Engrossed Second Substitute HB 5236 was asking for more regulation on hospital staffing standards, along with amending meal/rest breaks and overtime provisions for health care employees.
Earlier in the 2023 Legislative Session, stakeholders debated on the proposed nurse-to-patient ratios in the bill.
Opponents claimed that this bill would create strict staffing ratios and reduce access to healthcare, while supporters claimed that it would hold hospitals accountable and prevent nurse burnout.
Confluence Health’s Chief Nursing Officer Kelly Allen said the proposed nurse-to-patient ratios were too rigid and were not feasible with the amount of nurses currently available within the state.
“It's not a not a mystery to anyone that we have a nursing shortage in Washington State,” Allen said.
Back in January, two nurses/union officers working at Confluence Health expressed their own problems with understaffing and burnout in the workplace.
Allen said the pipeline between educating nurses and employing nurses is broken and that the proposed nursing ratios in the bill needed a firm foundation before potentially limiting access to healthcare.
“You can't build a house without a foundation, and the foundation of nursing is nursing education,” Allen said. “If there are not enough nursing programs, and if they are not funded well enough by the state, you have no foundation.”
SB 5582, a bill expanding educational opportunities for prospective nurses was also recently signed into law.

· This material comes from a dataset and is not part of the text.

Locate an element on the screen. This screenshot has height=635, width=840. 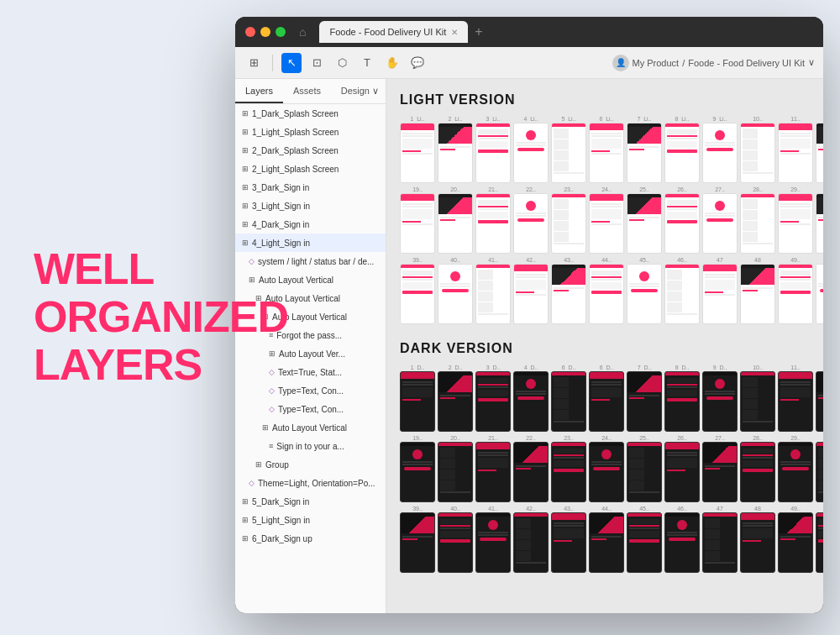
tab-assets: Assets is located at coordinates (307, 91).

Washington State Nurses Association’s (WSNA) Director of Government Affairs Kathryn Weiss said that nurse staffing has been a problem for several years and that hospitals have already had to close down units due to lack of care personnel.
Weiss said that hospitals were generally looking to maintain the status quo, while their union wanted more substantial reform.
“We really wanted a drastic solution for this really drastic problem that we've been seeing in which nurses and healthcare workers have been burning out at extraordinary rates because they've been asked to take on more and more patients, more and more responsibility,” Weiss said.
Although the proposed nurse-to-patient ratios were removed, hospitals would still need to set their own staffing standards, follow them, and report their findings to the Department of Health.
In 2008, legislators passed a law requiring all hospitals to have a staffing committee and was revised in 2017.
Weiss said there has been minimal accountability from hospitals on submitting staffing reports since that revision.
“One of the things that one of the amendments did was increased enforcement around those staffing plans so that if hospitals fail to create or submit those staffing plans and submit them to the Department of Health, there will now be consequences,” Weiss explained.
Hospitals would need to comply with their staffing plans 80% of the time.
According to the bill, the Department of Health (DOH) could fine hospitals $10,000 a month if they fail to post staffing plans or meet their own set standards.
Hospitals can begin drafting a staffing plan on July 1, 2025.